Hartsville Pike to get a major upgrade

Nov. 1—A stretch of Hartsville Pike in Lebanon is getting a major upgrade thanks to a Tennessee Department of Transportation project.

"It's a road widening and realignment project," Lebanon Capital Projects Director Kristen Rice said. "It's taking it from the two-lane road that it is to five lanes, with bike lanes and curbs and gutters and sidewalk. It will carry a much higher volume of traffic but also accommodate other users, like pedestrians and bicyclists."

The $31-million infrastructure improvement project will also extend Hartsville Pike north of Lovers Lane to East High Street.

"I believe this is going to help Lebanon in a couple of ways," Lebanon Mayor Rick Bell said. "One is traffic in that part of town. This is going to really help the people from the northern part of the county into the city to come in a better way. It's going to move the entrance of Hartsville Pike on the bypass further east, a little bit closer to the interstate, and it's going to create the opportunity for more business development in that area."

Bell said that the entrance to the interstate could also help relieve some of the traffic in and around the square.

"Where Hartsville Pike comes out now, it's a two-lane road," Bell said. "The red light intersection there is off center from the road that comes from the other direction. It's a very complicated intersection as far as the single applications and how you handle that. Having the traffic from Hartsville Pike come out on a better road in a different location is really going to clear up the area where it comes out now."

The project is expected to be completed over the next three years.

"Hartsville Pike used to be a two-lane road, very windy, very hilly, very dangerous," Bell said. "Years ago, the state approved the plan to widen the road and make it straighter and safer and also provide a better connector for Hartsville to the interstate."

The multi-phase project began in the middle of Hartsville Pike and grew out from there.

"It's totally a TDOT project," Rice said. "Parts of it are in the city, but we're not managing it. We don't have any funding tied up in it."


→ **Directions for this task**:
Below are the records. List every line holding the word "value".

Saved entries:
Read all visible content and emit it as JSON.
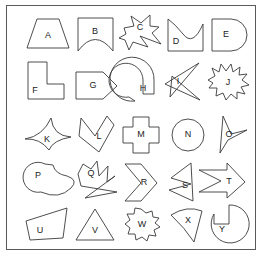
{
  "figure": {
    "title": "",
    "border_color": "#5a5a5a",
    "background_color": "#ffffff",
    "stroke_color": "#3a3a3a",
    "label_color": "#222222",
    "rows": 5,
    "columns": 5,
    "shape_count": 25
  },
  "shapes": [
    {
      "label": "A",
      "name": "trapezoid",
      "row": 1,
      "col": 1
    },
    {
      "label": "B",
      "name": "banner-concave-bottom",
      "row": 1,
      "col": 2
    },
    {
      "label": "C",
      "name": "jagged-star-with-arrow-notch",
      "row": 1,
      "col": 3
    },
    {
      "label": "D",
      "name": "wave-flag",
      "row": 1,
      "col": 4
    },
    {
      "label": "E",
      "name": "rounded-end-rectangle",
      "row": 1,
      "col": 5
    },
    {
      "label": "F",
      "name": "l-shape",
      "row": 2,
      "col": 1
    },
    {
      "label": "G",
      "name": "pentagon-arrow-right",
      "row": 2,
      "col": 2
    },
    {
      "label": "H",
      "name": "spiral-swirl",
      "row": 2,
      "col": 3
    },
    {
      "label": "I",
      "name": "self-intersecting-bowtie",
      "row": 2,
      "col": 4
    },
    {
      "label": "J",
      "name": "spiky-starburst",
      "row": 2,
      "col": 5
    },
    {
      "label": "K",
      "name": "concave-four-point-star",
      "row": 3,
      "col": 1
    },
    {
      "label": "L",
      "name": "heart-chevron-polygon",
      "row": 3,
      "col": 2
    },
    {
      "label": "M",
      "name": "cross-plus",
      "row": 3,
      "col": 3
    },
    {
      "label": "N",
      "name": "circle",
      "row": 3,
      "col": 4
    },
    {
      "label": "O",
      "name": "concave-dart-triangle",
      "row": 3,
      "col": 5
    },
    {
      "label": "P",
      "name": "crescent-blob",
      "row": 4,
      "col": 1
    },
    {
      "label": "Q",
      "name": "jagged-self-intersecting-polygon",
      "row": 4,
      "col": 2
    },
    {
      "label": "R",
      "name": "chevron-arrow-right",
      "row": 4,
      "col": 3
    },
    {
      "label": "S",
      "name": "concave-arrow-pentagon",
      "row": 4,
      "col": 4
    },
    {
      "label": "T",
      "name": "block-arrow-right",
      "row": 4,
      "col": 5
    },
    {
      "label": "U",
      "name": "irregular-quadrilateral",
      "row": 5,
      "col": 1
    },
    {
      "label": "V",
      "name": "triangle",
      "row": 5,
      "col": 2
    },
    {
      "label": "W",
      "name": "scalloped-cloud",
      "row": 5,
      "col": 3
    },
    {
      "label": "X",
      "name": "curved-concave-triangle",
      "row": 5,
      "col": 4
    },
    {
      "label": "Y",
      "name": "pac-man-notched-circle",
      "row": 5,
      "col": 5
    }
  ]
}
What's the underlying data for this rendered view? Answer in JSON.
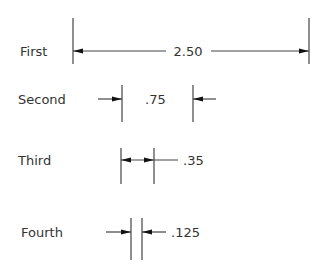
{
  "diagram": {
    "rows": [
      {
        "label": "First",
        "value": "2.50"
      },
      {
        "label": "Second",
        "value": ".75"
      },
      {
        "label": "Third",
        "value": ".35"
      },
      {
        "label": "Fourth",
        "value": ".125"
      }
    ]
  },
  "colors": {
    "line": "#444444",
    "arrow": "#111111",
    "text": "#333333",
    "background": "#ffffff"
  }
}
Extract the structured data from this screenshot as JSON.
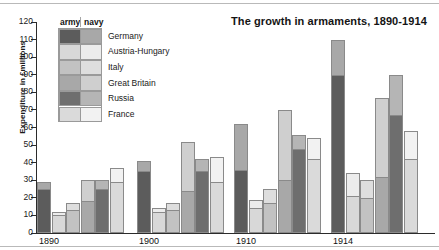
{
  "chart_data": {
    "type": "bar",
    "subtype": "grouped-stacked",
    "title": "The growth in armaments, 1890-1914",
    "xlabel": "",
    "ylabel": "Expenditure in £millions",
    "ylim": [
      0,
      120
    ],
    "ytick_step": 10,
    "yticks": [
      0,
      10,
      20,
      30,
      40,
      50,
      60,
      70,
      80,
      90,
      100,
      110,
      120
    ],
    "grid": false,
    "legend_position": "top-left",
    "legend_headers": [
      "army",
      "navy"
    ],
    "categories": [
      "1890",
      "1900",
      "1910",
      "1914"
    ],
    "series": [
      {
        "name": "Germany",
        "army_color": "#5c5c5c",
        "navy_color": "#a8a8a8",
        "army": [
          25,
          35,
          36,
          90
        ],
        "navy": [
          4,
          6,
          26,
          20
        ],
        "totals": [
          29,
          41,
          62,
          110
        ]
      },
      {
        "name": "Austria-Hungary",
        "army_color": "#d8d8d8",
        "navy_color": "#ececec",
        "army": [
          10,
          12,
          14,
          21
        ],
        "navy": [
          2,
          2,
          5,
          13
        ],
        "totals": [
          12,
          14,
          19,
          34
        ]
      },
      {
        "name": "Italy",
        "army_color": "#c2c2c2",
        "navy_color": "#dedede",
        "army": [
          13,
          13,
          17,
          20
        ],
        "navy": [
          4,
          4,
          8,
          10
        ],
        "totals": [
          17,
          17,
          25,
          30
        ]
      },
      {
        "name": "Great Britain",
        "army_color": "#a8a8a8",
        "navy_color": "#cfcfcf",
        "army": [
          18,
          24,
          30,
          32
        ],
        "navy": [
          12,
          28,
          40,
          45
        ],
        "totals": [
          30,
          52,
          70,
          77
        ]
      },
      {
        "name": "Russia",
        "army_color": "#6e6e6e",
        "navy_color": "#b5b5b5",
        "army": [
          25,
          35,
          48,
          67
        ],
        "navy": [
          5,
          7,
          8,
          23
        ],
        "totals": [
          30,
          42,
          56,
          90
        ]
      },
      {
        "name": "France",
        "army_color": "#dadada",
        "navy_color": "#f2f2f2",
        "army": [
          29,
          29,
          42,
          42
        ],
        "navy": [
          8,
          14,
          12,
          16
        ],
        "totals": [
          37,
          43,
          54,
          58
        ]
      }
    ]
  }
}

→ **Answer to the exercise**:
        "value": "2.50"
        "value": ".75"
        "value": ".35"
        "value": ".125"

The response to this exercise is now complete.